I think if she goes to prison, she’s going to be treated like any other prisoner whether she’s stripped of her orders or not. Her lawyer might think that her status calls for her being placed in special populations (I doubt it, though, since she will probably be in a minimum security prison), and that would true whether her status as a bishop were past or current.
I’d worry more about juries. My cousin is a prosecutor in Chicago, and he once prosecuted a nun for vehicular manslaughter (she fell asleep at the wheel and ran through a pedestrian walkway). He says it would have been a slam-dunk if she hadn’t been a member of an order, but people were reluctant to convict a nun, because G-d might retaliate, and acquitted in about 20 minutes. She didn’t even belong to a sanctioned order, but some kind of unofficial, rogue order that is to real nuns what nuts in the woods with rifles and stockpiles of canned goods are to the real military.
Here’s a statement by the President of the House of Deputies, the rough equivalent of the Speaker of the House in the bicameral policy-making General Convention of the Episcopal Church: Home - Episcopal Journal
It is a beautifully written letter, I will grant her that. As an ex-catholic, I’m impressed that they can even conceive of the idea of “re-imagining” their church.
It’s a good letter, but does the Episcopal church as a whole really bear responsibility for the death of the bicyclist? Has this woman gotten away with lesser crimes that would have gotten her license revoked, if the church hadn’t done some backstage machinations? Or is it the case that if she weren’t a bishop, Mr. Palermo would have been killed by some drunk woman who wasn’t a bishop?
Is this comparable, for example, to the RC church’s systematic covering up of child molestations, or is this one woman who got drunk, had it end very, very badly, and it was just a coincidence that she had an unusual job?
From the contents of the letter, it appears the problem is not that a bishop was a drunkard, but that a drunkard was made bishop. I read the letter as an apology to the congregation, not to the family of the victim. Even if it’s the case that “Mr. Palermo would have been killed by some drunk woman who wasn’t a bishop,” at least in that scenario the entire church wouldn’t have become entangled in the tragedy.
None of it was pious disclaimers, but rather not jumping to conclusions. You know–or should know–that a conclusion should be based on evidence, especially in a legal matter.
This is a very odd news story. Was the guy not convicted of some form of homicide? The story says he was convicted of leaving the scene, though he apparently admitted that he had actually hit and killed the guy.
Also, it said " …who was arrested last year for his role in a hit-and-run that killed a carpenter …". For his role in a hit and run?!! Don’t you mean something like “for vehicular homicide”?

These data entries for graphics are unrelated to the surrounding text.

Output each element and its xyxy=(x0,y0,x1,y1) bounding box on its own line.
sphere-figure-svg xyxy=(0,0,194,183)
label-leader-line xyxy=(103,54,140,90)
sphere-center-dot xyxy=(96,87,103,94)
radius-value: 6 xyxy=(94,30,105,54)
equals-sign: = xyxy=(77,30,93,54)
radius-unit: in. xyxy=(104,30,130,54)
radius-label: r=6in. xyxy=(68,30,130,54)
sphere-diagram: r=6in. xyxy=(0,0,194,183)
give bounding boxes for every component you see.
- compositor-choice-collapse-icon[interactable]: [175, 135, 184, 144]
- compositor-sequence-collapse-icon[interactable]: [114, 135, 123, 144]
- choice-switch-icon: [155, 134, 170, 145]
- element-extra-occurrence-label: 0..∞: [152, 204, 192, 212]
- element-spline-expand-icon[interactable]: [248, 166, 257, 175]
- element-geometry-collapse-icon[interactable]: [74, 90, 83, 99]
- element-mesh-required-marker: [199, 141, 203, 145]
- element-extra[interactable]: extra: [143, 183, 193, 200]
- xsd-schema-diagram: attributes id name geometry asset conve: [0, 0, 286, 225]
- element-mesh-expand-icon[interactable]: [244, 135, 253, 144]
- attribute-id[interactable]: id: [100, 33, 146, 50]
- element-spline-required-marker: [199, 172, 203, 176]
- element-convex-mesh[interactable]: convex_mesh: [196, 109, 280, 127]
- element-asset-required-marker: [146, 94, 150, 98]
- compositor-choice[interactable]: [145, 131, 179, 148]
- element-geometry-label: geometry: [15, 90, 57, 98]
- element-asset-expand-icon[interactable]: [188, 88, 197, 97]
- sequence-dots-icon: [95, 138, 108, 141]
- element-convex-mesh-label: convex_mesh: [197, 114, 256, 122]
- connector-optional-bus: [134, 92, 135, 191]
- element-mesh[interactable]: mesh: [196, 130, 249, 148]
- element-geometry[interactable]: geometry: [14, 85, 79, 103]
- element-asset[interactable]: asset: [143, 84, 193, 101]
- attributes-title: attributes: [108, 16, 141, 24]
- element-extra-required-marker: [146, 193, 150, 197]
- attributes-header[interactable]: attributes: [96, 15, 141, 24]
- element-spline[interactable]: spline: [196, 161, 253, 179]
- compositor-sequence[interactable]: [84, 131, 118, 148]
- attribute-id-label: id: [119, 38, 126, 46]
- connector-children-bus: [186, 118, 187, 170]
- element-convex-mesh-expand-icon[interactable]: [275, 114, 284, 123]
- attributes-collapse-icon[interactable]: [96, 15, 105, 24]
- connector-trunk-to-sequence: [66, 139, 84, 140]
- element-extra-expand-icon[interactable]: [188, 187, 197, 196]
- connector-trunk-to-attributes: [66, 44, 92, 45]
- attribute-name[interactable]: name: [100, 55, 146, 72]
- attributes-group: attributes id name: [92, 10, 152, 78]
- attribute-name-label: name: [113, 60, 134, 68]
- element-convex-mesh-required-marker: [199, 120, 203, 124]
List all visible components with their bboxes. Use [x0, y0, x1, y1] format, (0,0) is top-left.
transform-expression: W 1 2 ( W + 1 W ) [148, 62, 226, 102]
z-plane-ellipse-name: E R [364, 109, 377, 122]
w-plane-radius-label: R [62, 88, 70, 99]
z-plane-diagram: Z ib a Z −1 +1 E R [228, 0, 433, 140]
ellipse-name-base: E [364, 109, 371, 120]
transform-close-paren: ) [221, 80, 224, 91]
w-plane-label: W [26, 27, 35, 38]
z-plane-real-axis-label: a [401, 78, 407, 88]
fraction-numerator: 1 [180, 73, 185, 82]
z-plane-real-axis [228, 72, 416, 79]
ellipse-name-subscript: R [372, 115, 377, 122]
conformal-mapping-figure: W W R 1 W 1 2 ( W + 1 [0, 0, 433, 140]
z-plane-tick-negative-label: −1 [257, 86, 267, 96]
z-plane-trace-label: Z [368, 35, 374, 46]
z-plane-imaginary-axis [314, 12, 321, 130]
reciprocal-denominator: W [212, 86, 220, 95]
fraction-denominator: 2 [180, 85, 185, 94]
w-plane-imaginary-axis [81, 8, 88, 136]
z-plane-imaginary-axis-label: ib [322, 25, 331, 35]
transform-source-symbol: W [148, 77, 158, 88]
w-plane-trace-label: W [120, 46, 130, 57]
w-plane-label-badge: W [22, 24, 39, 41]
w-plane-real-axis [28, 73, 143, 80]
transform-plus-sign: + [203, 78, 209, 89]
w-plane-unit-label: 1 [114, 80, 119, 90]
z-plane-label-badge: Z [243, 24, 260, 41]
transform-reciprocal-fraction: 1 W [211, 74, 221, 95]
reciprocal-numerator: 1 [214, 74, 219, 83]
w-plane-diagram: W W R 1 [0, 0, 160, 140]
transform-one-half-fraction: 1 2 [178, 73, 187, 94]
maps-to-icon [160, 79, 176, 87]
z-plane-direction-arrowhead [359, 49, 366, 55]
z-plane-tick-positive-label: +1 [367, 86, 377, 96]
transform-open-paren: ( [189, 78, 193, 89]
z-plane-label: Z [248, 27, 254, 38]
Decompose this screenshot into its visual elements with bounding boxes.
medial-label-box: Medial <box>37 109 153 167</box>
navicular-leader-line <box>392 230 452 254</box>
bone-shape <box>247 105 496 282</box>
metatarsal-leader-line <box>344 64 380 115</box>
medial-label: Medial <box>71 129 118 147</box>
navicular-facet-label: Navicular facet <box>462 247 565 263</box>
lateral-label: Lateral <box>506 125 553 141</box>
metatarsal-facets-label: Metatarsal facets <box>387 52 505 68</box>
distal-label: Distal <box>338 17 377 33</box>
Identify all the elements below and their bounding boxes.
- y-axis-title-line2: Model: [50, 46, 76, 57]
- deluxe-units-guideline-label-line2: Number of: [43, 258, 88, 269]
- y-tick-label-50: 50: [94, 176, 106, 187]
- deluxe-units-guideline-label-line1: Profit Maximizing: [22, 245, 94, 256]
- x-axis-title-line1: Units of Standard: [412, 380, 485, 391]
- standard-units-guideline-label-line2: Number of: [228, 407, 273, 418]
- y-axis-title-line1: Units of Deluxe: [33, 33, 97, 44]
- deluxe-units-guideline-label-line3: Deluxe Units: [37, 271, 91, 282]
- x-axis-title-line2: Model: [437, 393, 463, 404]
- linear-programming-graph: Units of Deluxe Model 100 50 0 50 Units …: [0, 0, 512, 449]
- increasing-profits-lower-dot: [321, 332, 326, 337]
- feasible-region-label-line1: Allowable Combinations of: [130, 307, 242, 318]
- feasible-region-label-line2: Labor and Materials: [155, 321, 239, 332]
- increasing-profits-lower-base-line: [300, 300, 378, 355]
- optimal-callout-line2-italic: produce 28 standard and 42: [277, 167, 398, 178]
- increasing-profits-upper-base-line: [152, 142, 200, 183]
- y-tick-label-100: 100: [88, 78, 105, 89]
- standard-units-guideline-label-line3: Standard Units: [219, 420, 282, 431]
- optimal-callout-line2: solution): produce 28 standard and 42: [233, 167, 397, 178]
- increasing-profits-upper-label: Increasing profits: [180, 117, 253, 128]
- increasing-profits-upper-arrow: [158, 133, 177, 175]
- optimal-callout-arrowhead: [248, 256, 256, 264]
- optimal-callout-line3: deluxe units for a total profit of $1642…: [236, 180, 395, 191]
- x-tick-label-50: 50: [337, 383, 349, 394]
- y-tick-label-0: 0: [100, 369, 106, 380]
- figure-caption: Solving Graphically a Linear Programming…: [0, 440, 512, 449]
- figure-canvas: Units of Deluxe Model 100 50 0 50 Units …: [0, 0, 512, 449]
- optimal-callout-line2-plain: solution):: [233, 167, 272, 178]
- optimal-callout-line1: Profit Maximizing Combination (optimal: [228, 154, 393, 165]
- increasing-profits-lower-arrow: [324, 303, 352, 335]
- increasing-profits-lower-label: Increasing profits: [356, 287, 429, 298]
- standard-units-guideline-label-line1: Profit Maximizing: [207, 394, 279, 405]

Then you have no sympathy for any human being on the planet, as panic is a fight or flight reaction. Everyone has the instinct to flee when they panic in a situation where fight is not possible.
Not in a civilized society, and as a nominally pinnacle member of civilized behavior, she behaved more abysmally than the average person.
I remember long ago reading a passage about how someone assumed priests etc. were automatically assured a place in heaven… only to be corrected by a priest who pointed out that since they were indoctrinated in all the rules, their gate was straiter than regular people. I think that applies here.
She knew she was doing wrong by drinking and driving (again), and compounded the problem by letting that lead to a more serious offense… and was more obligated than one of her parishoners to stand up to the moral demand. Cave men didn’t drive cars.
This I disagree with. If she’s delusional enough to be a bishop in a religion, any religion, who knows what mental processes contributed to her behavior. Maybe she thought it was all the will of God.